From deep within the archives, here's a little English lesson on analogies for your reading pleasure.
He spoke with the wisdom that can only come from experience, like a guy who went blind because he looked at a solar eclipse without one of those boxes with a pinhole in it and now goes around the country speaking at high schools about the dangers of looking at a solar eclipse without one of those boxes with a pinhole in it.
She caught your eye like one of those pointy hook latches that used to dangle from screen doors and would fly up whenever you banged the door open again.
The little boat gently drifted across the pond exactly the way a bowling ball wouldn't.
From the attic came an unearthly howl. The whole scene had an
eerie, surreal quality, like when you're on vacation in another city and "Jeopardy" comes on at 7 p.m. instead of 7:30.
Her eyes were like two brown circles with big black dots in the center.
Bob was as perplexed as a hacker who means to access T:flw.quid55328.com\aaakk/ch@ung but gets T:\flw.quidaaakk/ch@ung by mistake.
Her vocabulary was as bad as, like, whatever.
He was as tall as a six-foot-three-inch tree.
Long separated by cruel fate, the star-crossed lovers raced across the grassy field toward each other like two freight trains, one having left Cleveland at 6:36 p.m.traveling at 55 mph, the other from Topeka at 4:19 p.m. at a speed of 35 mph.
They lived in a typical suburban neighborhood with picket fences that resembled Nancy Kerrigan's teeth.
John and Mary had never met. They were like two hummingbirds who had also never met.
The thunder was ominous-sounding, much like the sound of a thin sheet of metal being shaken backstage during the storm scene in a play.
The red brick wall was the color of a brick-red Crayola crayon.
2 comments:
man, i feel like i would use some of those if i had thought of them, especially the bowling ball one and the Jeopardy one. They are pulled so far out of no where that i feel like the randomness and comedic effects far outweigh the irrelevance. Nancy Kerrigan is also genius.
You're right, some of those would work okay depending on the context in which they're used. The bowling ball one is a personal favorite. How's everything in California?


WHAT IS NEEDED →
For the full listing below, write out each entry exactly and exclude the images.

[Opening DATA TO USE section]

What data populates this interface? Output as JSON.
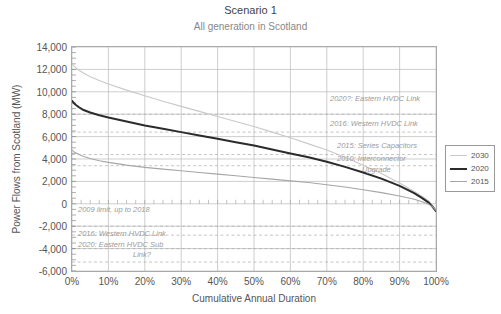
{
  "chart_data": {
    "type": "line",
    "title": "Scenario 1",
    "subtitle": "All generation in Scotland",
    "xlabel": "Cumulative Annual Duration",
    "ylabel": "Power Flows from Scotland (MW)",
    "xlim": [
      0,
      100
    ],
    "ylim": [
      -6000,
      14000
    ],
    "xticks": [
      "0%",
      "10%",
      "20%",
      "30%",
      "40%",
      "50%",
      "60%",
      "70%",
      "80%",
      "90%",
      "100%"
    ],
    "yticks": [
      "14,000",
      "12,000",
      "10,000",
      "8,000",
      "6,000",
      "4,000",
      "2,000",
      "0",
      "-2,000",
      "-4,000",
      "-6,000"
    ],
    "grid": true,
    "legend_position": "right",
    "series": [
      {
        "name": "2030",
        "color": "#c9c9c9",
        "width": 1.1,
        "x": [
          0,
          1,
          2,
          3,
          5,
          7.5,
          10,
          15,
          20,
          25,
          30,
          35,
          40,
          45,
          50,
          55,
          60,
          65,
          70,
          75,
          80,
          85,
          90,
          94,
          96,
          98,
          99,
          99.5,
          100
        ],
        "y": [
          12500,
          12150,
          11900,
          11700,
          11350,
          11000,
          10700,
          10150,
          9650,
          9150,
          8700,
          8250,
          7800,
          7350,
          6900,
          6400,
          5900,
          5350,
          4800,
          4150,
          3450,
          2700,
          1850,
          1100,
          700,
          250,
          -100,
          -350,
          -600
        ]
      },
      {
        "name": "2020",
        "color": "#2b2b2b",
        "width": 2.0,
        "x": [
          0,
          0.5,
          1,
          2,
          3,
          5,
          7.5,
          10,
          15,
          20,
          25,
          30,
          35,
          40,
          45,
          50,
          55,
          60,
          65,
          70,
          75,
          80,
          85,
          90,
          94,
          96,
          98,
          99,
          99.5,
          100
        ],
        "y": [
          9200,
          9000,
          8850,
          8600,
          8400,
          8150,
          7900,
          7700,
          7350,
          7000,
          6700,
          6400,
          6100,
          5800,
          5500,
          5200,
          4850,
          4500,
          4150,
          3750,
          3300,
          2800,
          2250,
          1600,
          950,
          550,
          100,
          -250,
          -450,
          -650
        ]
      },
      {
        "name": "2015",
        "color": "#a6a6a6",
        "width": 1.1,
        "x": [
          0,
          0.5,
          1,
          2,
          3,
          5,
          7.5,
          10,
          15,
          20,
          25,
          30,
          35,
          40,
          45,
          50,
          55,
          60,
          65,
          70,
          75,
          80,
          85,
          90,
          94,
          96,
          98,
          99,
          99.5,
          100
        ],
        "y": [
          4800,
          4650,
          4550,
          4400,
          4250,
          4050,
          3850,
          3700,
          3450,
          3250,
          3100,
          2950,
          2800,
          2650,
          2500,
          2350,
          2200,
          2050,
          1900,
          1700,
          1500,
          1250,
          1000,
          700,
          400,
          200,
          -50,
          -250,
          -400,
          -600
        ]
      }
    ],
    "reference_lines": [
      {
        "value": 8000,
        "style": "dashed"
      },
      {
        "value": 6400,
        "style": "dashed"
      },
      {
        "value": 4400,
        "style": "dashed"
      },
      {
        "value": 3400,
        "style": "dashed"
      },
      {
        "value": -2000,
        "style": "dashed"
      },
      {
        "value": -2800,
        "style": "dashed"
      },
      {
        "value": -4000,
        "style": "dashed"
      },
      {
        "value": -5200,
        "style": "dashed"
      }
    ],
    "annotations": [
      {
        "id": "eastern-hvdc-link-2020",
        "text": "2020?: Eastern HVDC Link",
        "x": 330,
        "y": 95,
        "align": "left"
      },
      {
        "id": "western-hvdc-link-2016",
        "text": "2016: Western HVDC Link",
        "x": 330,
        "y": 120,
        "align": "left"
      },
      {
        "id": "series-capacitors-2015",
        "text": "2015: Series Capacitors",
        "x": 337,
        "y": 142,
        "align": "left"
      },
      {
        "id": "interconnector-upgrade-2010-line1",
        "text": "2010: Interconnector",
        "x": 337,
        "y": 155,
        "align": "left"
      },
      {
        "id": "interconnector-upgrade-2010-line2",
        "text": "Upgrade",
        "x": 362,
        "y": 166,
        "align": "left"
      },
      {
        "id": "limit-2009-up-to-2018",
        "text": "2009 limit, up to 2018",
        "x": 78,
        "y": 206,
        "align": "left"
      },
      {
        "id": "western-hvdc-link-2016-lower",
        "text": "2016: Western HVDC Link",
        "x": 78,
        "y": 230,
        "align": "left"
      },
      {
        "id": "eastern-hvdc-sub-link-2020-line1",
        "text": "2020: Eastern HVDC Sub",
        "x": 78,
        "y": 241,
        "align": "left"
      },
      {
        "id": "eastern-hvdc-sub-link-2020-line2",
        "text": "Link?",
        "x": 133,
        "y": 251,
        "align": "left"
      }
    ],
    "legend": [
      {
        "label": "2030",
        "color": "#c9c9c9",
        "width": 1.1
      },
      {
        "label": "2020",
        "color": "#2b2b2b",
        "width": 2.0
      },
      {
        "label": "2015",
        "color": "#a6a6a6",
        "width": 1.1
      }
    ]
  }
}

[Closing DATA TO USE section]

WRITTEN SOLUTION →
What data populates this interface? Output as JSON.
{
  "chart_data": {
    "type": "line",
    "title": "Scenario 1",
    "subtitle": "All generation in Scotland",
    "xlabel": "Cumulative Annual Duration",
    "ylabel": "Power Flows from Scotland (MW)",
    "xlim": [
      0,
      100
    ],
    "ylim": [
      -6000,
      14000
    ],
    "xticks": [
      "0%",
      "10%",
      "20%",
      "30%",
      "40%",
      "50%",
      "60%",
      "70%",
      "80%",
      "90%",
      "100%"
    ],
    "yticks": [
      "14,000",
      "12,000",
      "10,000",
      "8,000",
      "6,000",
      "4,000",
      "2,000",
      "0",
      "-2,000",
      "-4,000",
      "-6,000"
    ],
    "grid": true,
    "legend_position": "right",
    "series": [
      {
        "name": "2030",
        "color": "#c9c9c9",
        "width": 1.1,
        "x": [
          0,
          1,
          2,
          3,
          5,
          7.5,
          10,
          15,
          20,
          25,
          30,
          35,
          40,
          45,
          50,
          55,
          60,
          65,
          70,
          75,
          80,
          85,
          90,
          94,
          96,
          98,
          99,
          99.5,
          100
        ],
        "y": [
          12500,
          12150,
          11900,
          11700,
          11350,
          11000,
          10700,
          10150,
          9650,
          9150,
          8700,
          8250,
          7800,
          7350,
          6900,
          6400,
          5900,
          5350,
          4800,
          4150,
          3450,
          2700,
          1850,
          1100,
          700,
          250,
          -100,
          -350,
          -600
        ]
      },
      {
        "name": "2020",
        "color": "#2b2b2b",
        "width": 2.0,
        "x": [
          0,
          0.5,
          1,
          2,
          3,
          5,
          7.5,
          10,
          15,
          20,
          25,
          30,
          35,
          40,
          45,
          50,
          55,
          60,
          65,
          70,
          75,
          80,
          85,
          90,
          94,
          96,
          98,
          99,
          99.5,
          100
        ],
        "y": [
          9200,
          9000,
          8850,
          8600,
          8400,
          8150,
          7900,
          7700,
          7350,
          7000,
          6700,
          6400,
          6100,
          5800,
          5500,
          5200,
          4850,
          4500,
          4150,
          3750,
          3300,
          2800,
          2250,
          1600,
          950,
          550,
          100,
          -250,
          -450,
          -650
        ]
      },
      {
        "name": "2015",
        "color": "#a6a6a6",
        "width": 1.1,
        "x": [
          0,
          0.5,
          1,
          2,
          3,
          5,
          7.5,
          10,
          15,
          20,
          25,
          30,
          35,
          40,
          45,
          50,
          55,
          60,
          65,
          70,
          75,
          80,
          85,
          90,
          94,
          96,
          98,
          99,
          99.5,
          100
        ],
        "y": [
          4800,
          4650,
          4550,
          4400,
          4250,
          4050,
          3850,
          3700,
          3450,
          3250,
          3100,
          2950,
          2800,
          2650,
          2500,
          2350,
          2200,
          2050,
          1900,
          1700,
          1500,
          1250,
          1000,
          700,
          400,
          200,
          -50,
          -250,
          -400,
          -600
        ]
      }
    ],
    "reference_lines": [
      {
        "value": 8000,
        "style": "dashed"
      },
      {
        "value": 6400,
        "style": "dashed"
      },
      {
        "value": 4400,
        "style": "dashed"
      },
      {
        "value": 3400,
        "style": "dashed"
      },
      {
        "value": -2000,
        "style": "dashed"
      },
      {
        "value": -2800,
        "style": "dashed"
      },
      {
        "value": -4000,
        "style": "dashed"
      },
      {
        "value": -5200,
        "style": "dashed"
      }
    ],
    "annotations": [
      {
        "id": "eastern-hvdc-link-2020",
        "text": "2020?: Eastern HVDC Link",
        "x": 330,
        "y": 95,
        "align": "left"
      },
      {
        "id": "western-hvdc-link-2016",
        "text": "2016: Western HVDC Link",
        "x": 330,
        "y": 120,
        "align": "left"
      },
      {
        "id": "series-capacitors-2015",
        "text": "2015: Series Capacitors",
        "x": 337,
        "y": 142,
        "align": "left"
      },
      {
        "id": "interconnector-upgrade-2010-line1",
        "text": "2010: Interconnector",
        "x": 337,
        "y": 155,
        "align": "left"
      },
      {
        "id": "interconnector-upgrade-2010-line2",
        "text": "Upgrade",
        "x": 362,
        "y": 166,
        "align": "left"
      },
      {
        "id": "limit-2009-up-to-2018",
        "text": "2009 limit, up to 2018",
        "x": 78,
        "y": 206,
        "align": "left"
      },
      {
        "id": "western-hvdc-link-2016-lower",
        "text": "2016: Western HVDC Link",
        "x": 78,
        "y": 230,
        "align": "left"
      },
      {
        "id": "eastern-hvdc-sub-link-2020-line1",
        "text": "2020: Eastern HVDC Sub",
        "x": 78,
        "y": 241,
        "align": "left"
      },
      {
        "id": "eastern-hvdc-sub-link-2020-line2",
        "text": "Link?",
        "x": 133,
        "y": 251,
        "align": "left"
      }
    ],
    "legend": [
      {
        "label": "2030",
        "color": "#c9c9c9",
        "width": 1.1
      },
      {
        "label": "2020",
        "color": "#2b2b2b",
        "width": 2.0
      },
      {
        "label": "2015",
        "color": "#a6a6a6",
        "width": 1.1
      }
    ]
  }
}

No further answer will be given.